Kristian, On Thu, Nov 06, 2014 at 09:23:42PM +0100, Kristian Nielsen wrote: ...skip...
Strange... Monty should have fixed this. Error monitor thread should call log_get_lsn_nowait(), which basically does trylock. Do you happen to have call trace?
This investigation was some time ago (maybe 1-2 months). It seems likely that this was a version before Monty's log_get_lsn_nowait() (eg. 10.0.14 has it, but not 10.0.13). According to history ACQUIRE -> RELEASE fix appeared in 10.0.13 and fix for log_get_lsn() appeared in 10.0.14. Both fixes appeared similtaneously in 5.5.40.

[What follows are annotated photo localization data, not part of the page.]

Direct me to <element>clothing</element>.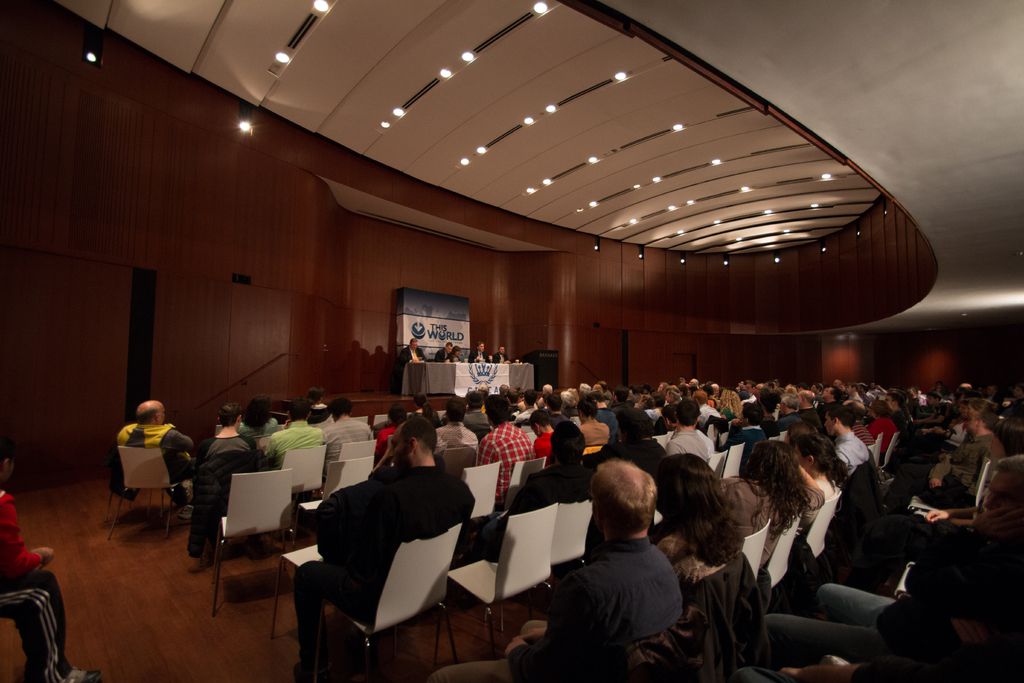
Direction: [774, 409, 805, 431].
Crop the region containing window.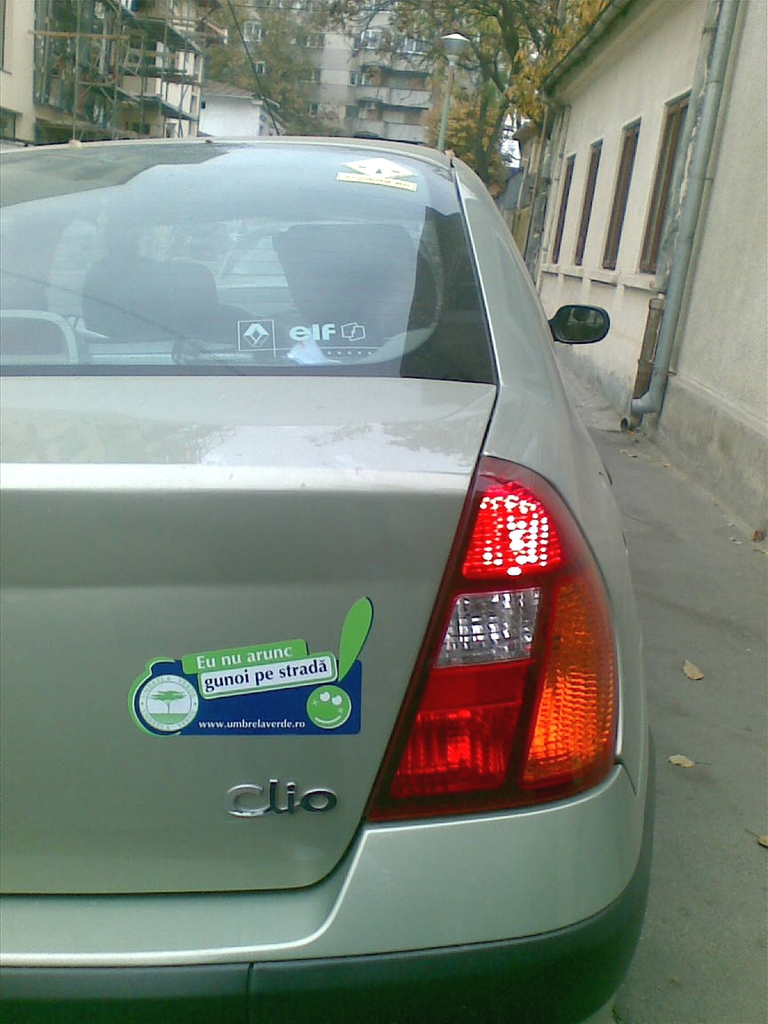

lock/unlock? Probably that was quite outdated writing. See e.g.:
Outdated, perhaps, but aquire/release is AFAIK a relatively new concept. Mutexes, and InnoDB source code predates that? I'm not sure that C++ coming up with some strange new semantics for their language has much bearing on legacy code?
But I agree it would be nice to have some references about "old-style" mutexes implying full memory barrier, so that it's not just me... Yes, acquire/release/etc is relatively new concept. For x86 this probably makes
So runtime hangs should be solved both in 5.5 and 10.0. This leaves hangs during startup, which are unfortunate but not as critical as runtime hangs. Are there any other known hangs? little sense. But at least on Power8: - pthread_mutex_lock() issues "isync" (confirms to acquire semantics) - pthread_mutex_unlock() issues "lwsync" (confirms to release semantics) - sync builtins issue "sync" (confirms to seq_cst semantics)
http://en.cppreference.com/w/cpp/atomic/memory_order
...Atomic load with memory_order_acquire or stronger is an acquire operation. The lock() operation on a Mutex is also an acquire operation...
...Atomic store with memory_order_release or stronger is a release operation. The unlock() operation on a Mutex is also a release operation...
Interesting... so C++ defines a "Mutex" with different semantics than what is usually understood with eg. pthread_mutex...
Full memory barriers are way too heavy even for mutexes. All we need to to is to ensure that: - all loads following lock are performed after lock (acquire) - all stores preceding unlock are completed before unlock (release)
Are you sure?
Note that if this is true, then it means that there is _no_ way to get a StoreLoad barrier using only normal mutex operations. That seems odd...
I know I have seen, and written, code that depends on lock/unlock being full barrier. How can we be sure that such code doesn't also exist in InnoDB?
Though I agree that full barrier is a lot more expensive than just LoadLoad or StoreStore, and best avoided if possible (I even blogged about that not so long ago).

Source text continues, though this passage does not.